Organizational Partner: 
New York City Police Foundation
November 13, 2016
NBC News

Inside the NYPD's Counterterror Effort in Europe

ANTWERP, Belgium — An explosion at the main train station. Minutes later, shots ring out as terrorists storm a synagogue in another part of the city. And then, in a mall on the outskirts, armed gunmen storm a movie theater and take hostages.

At police headquarters, Antwerp police commanders mobilize all available units and call in national counterterror teams to deal with the series of coordinated attacks. In the command post sits an officer from a different police force an ocean away — an NYPD lieutenant. Briefed on events in real time, he calls his own HQ in New York with an update. Within minutes, NYPD counterterror teams are dispatched to Grand Central Station, the Belgian consulate and synagogues across New York City as a precaution.

It is all a drill -- an exercise to test cooperation and information-sharing between Belgian and New York authorities. In addition to the lieutenant inside the command center, other NYPD detectives are riding along with SWAT teams in the field, getting real information from what is happening at the scene.

The Antwerp exercise is one example of how the NYPD is placing detectives in big city police departments across the globe amid the growing terror threat from groups like ISIS. Since 9/11, the NYPD has embedded intelligence officers in 13 locations including London, Paris, Jerusalem, Amman, Madrid, Toronto, and as far away as Sydney. It is all part of a growing effort to exchange threat information with international partners in real time.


▶ [REQUIRED ACTION]:
Only the lines that hold the word "chart" are wanted from this listing.

▶ [RECORDS TO PROCESS]:
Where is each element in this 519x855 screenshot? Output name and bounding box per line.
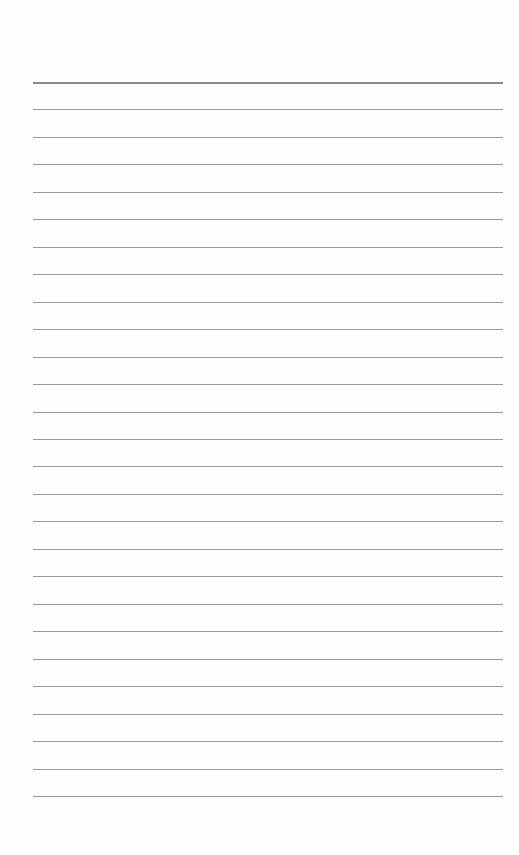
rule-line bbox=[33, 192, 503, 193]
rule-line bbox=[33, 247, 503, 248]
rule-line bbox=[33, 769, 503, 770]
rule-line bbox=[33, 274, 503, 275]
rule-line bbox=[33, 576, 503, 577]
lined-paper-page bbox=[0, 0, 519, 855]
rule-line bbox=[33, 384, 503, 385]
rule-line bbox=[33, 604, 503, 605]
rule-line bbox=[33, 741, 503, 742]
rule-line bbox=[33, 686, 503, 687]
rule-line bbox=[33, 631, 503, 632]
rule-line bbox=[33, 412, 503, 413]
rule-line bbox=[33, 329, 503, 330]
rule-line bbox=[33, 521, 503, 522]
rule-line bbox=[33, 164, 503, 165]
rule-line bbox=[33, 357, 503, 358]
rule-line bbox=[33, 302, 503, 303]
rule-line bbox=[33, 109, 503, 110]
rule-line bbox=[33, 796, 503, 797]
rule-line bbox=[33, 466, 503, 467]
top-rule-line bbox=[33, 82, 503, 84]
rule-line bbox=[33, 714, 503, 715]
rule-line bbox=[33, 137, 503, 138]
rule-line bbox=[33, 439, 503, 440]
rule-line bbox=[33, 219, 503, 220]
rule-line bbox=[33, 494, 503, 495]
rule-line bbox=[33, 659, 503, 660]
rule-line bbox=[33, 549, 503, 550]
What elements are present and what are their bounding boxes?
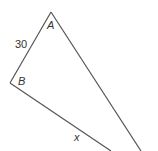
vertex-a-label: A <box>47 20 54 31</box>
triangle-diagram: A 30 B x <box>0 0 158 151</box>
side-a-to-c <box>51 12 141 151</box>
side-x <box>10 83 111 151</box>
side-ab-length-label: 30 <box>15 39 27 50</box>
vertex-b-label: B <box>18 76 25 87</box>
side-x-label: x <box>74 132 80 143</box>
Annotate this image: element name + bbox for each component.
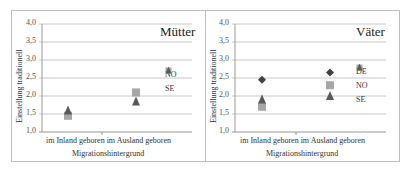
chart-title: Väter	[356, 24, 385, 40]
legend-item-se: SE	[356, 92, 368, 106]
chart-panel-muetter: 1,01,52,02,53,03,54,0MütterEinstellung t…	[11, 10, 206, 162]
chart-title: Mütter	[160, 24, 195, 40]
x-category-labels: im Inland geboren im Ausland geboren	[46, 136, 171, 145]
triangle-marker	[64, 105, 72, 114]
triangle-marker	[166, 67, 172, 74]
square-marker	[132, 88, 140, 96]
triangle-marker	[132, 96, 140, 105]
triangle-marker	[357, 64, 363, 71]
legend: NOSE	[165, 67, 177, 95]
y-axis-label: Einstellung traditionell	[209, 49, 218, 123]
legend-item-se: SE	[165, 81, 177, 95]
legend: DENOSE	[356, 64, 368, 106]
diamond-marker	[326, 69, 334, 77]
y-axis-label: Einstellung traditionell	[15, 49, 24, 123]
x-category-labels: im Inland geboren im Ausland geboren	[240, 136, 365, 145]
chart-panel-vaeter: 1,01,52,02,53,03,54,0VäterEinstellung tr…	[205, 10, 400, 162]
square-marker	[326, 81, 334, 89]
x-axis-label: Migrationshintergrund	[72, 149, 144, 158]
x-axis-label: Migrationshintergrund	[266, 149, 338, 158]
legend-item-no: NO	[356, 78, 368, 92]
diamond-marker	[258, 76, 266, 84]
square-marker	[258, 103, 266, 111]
---
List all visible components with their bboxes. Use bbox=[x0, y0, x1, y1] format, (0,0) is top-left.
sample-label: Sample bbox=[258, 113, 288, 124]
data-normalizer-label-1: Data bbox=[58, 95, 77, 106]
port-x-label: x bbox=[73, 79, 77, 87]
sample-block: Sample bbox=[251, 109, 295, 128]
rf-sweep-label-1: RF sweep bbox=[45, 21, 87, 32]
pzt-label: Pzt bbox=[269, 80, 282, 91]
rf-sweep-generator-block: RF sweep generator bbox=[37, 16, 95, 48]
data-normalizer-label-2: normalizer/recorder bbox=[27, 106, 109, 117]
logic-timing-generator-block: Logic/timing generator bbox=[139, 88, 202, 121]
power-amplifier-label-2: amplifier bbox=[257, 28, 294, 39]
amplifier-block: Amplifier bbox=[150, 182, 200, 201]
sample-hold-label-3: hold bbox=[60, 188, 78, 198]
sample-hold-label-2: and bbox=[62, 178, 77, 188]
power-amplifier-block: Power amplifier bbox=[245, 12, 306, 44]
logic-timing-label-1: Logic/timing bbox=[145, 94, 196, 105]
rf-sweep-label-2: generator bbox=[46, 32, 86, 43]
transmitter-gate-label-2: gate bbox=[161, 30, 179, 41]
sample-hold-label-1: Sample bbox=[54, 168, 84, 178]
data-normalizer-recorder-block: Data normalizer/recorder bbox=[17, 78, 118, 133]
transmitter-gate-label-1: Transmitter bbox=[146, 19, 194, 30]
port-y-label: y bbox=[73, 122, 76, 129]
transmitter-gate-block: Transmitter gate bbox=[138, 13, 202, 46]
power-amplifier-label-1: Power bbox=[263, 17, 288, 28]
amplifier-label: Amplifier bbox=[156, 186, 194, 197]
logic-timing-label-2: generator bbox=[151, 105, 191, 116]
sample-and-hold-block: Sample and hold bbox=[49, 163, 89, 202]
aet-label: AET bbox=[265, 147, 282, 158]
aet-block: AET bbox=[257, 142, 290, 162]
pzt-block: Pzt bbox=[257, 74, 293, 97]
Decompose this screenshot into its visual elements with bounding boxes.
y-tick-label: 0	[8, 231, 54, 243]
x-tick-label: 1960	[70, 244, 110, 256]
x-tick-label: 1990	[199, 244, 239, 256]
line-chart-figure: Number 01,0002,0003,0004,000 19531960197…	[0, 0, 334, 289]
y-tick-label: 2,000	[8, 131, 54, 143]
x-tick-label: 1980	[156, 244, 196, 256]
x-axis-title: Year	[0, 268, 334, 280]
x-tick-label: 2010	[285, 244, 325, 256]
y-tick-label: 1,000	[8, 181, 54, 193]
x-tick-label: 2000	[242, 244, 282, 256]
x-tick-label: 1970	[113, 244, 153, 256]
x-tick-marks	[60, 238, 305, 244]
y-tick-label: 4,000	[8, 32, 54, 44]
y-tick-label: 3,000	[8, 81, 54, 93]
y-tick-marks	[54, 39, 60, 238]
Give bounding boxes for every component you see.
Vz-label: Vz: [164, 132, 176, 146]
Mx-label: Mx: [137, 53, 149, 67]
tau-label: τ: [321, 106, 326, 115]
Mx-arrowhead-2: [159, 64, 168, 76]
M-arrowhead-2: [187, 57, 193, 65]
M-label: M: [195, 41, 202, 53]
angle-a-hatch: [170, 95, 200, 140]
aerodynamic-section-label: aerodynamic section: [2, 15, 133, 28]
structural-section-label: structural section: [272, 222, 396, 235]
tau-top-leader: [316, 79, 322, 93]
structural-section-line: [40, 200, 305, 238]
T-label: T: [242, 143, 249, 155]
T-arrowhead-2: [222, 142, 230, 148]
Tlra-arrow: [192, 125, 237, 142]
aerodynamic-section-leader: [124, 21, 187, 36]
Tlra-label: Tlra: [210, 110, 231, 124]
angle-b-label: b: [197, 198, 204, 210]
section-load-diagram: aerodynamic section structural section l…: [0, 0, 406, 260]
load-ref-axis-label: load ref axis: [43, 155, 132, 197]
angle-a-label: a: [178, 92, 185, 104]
* * *
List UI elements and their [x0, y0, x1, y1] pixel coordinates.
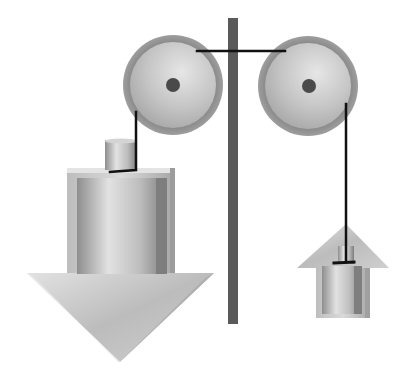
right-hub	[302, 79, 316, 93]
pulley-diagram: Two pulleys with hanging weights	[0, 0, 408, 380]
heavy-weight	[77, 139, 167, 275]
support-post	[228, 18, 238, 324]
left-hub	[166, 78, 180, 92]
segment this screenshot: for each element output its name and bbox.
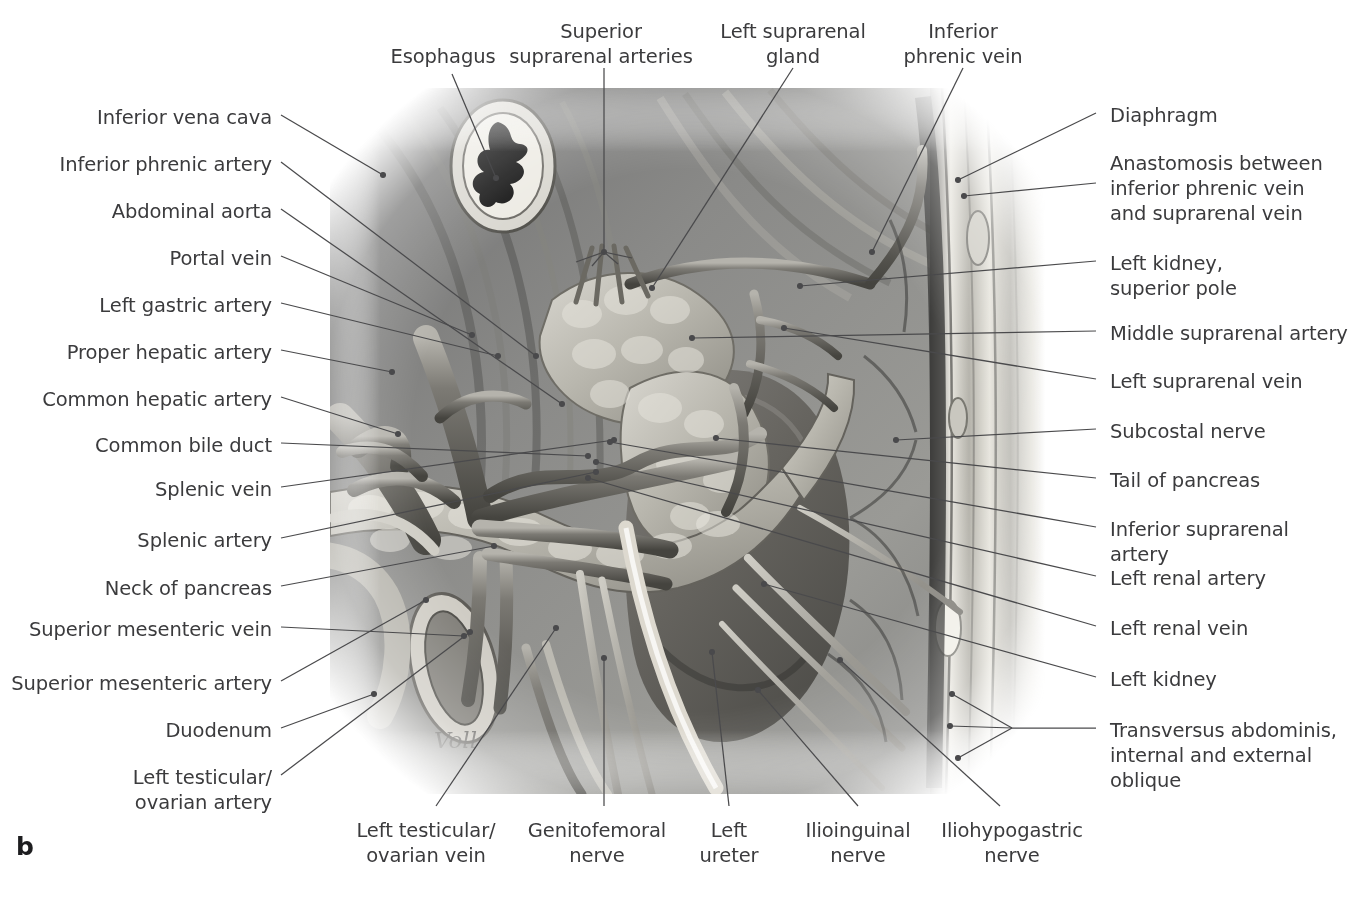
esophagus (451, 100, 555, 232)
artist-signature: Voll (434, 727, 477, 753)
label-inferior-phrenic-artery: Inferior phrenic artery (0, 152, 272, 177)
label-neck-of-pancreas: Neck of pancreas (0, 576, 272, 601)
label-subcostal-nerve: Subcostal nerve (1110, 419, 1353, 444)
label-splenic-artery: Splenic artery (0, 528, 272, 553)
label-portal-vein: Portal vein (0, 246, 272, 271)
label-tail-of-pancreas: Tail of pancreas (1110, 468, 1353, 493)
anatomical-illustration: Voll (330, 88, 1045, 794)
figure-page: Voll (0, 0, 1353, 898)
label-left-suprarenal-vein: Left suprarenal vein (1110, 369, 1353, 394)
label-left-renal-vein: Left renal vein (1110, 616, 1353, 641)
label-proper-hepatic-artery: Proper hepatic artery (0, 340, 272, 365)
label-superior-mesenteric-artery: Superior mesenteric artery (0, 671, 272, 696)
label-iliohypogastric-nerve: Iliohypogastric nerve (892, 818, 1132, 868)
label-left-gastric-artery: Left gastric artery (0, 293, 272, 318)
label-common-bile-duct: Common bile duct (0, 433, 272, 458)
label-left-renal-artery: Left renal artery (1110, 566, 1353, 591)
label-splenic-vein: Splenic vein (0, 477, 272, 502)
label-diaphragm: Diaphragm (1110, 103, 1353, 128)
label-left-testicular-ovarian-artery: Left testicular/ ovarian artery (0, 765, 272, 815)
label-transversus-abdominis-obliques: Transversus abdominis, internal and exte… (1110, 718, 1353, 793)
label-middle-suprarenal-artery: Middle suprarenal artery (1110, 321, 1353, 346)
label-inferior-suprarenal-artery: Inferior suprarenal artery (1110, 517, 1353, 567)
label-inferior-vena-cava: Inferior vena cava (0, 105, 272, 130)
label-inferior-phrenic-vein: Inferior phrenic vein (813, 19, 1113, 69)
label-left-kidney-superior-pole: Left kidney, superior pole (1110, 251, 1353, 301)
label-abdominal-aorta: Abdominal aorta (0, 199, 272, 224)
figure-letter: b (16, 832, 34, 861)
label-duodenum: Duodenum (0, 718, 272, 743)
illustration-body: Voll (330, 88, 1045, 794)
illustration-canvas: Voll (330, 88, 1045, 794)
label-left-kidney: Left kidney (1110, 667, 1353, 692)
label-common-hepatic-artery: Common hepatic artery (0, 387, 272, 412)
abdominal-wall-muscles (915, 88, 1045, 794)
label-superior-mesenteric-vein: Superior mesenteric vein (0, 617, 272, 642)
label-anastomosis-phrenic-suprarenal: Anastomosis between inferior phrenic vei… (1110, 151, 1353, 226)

▶ [RESPONSE AREA]:
chart-title: Väter	[356, 24, 385, 40]
chart-panel-muetter: 1,01,52,02,53,03,54,0MütterEinstellung t…	[11, 10, 206, 162]
chart-title: Mütter	[160, 24, 195, 40]
chart-panel-vaeter: 1,01,52,02,53,03,54,0VäterEinstellung tr…	[205, 10, 400, 162]
line-chart-figure: Number 01,0002,0003,0004,000 19531960197…	[0, 0, 334, 289]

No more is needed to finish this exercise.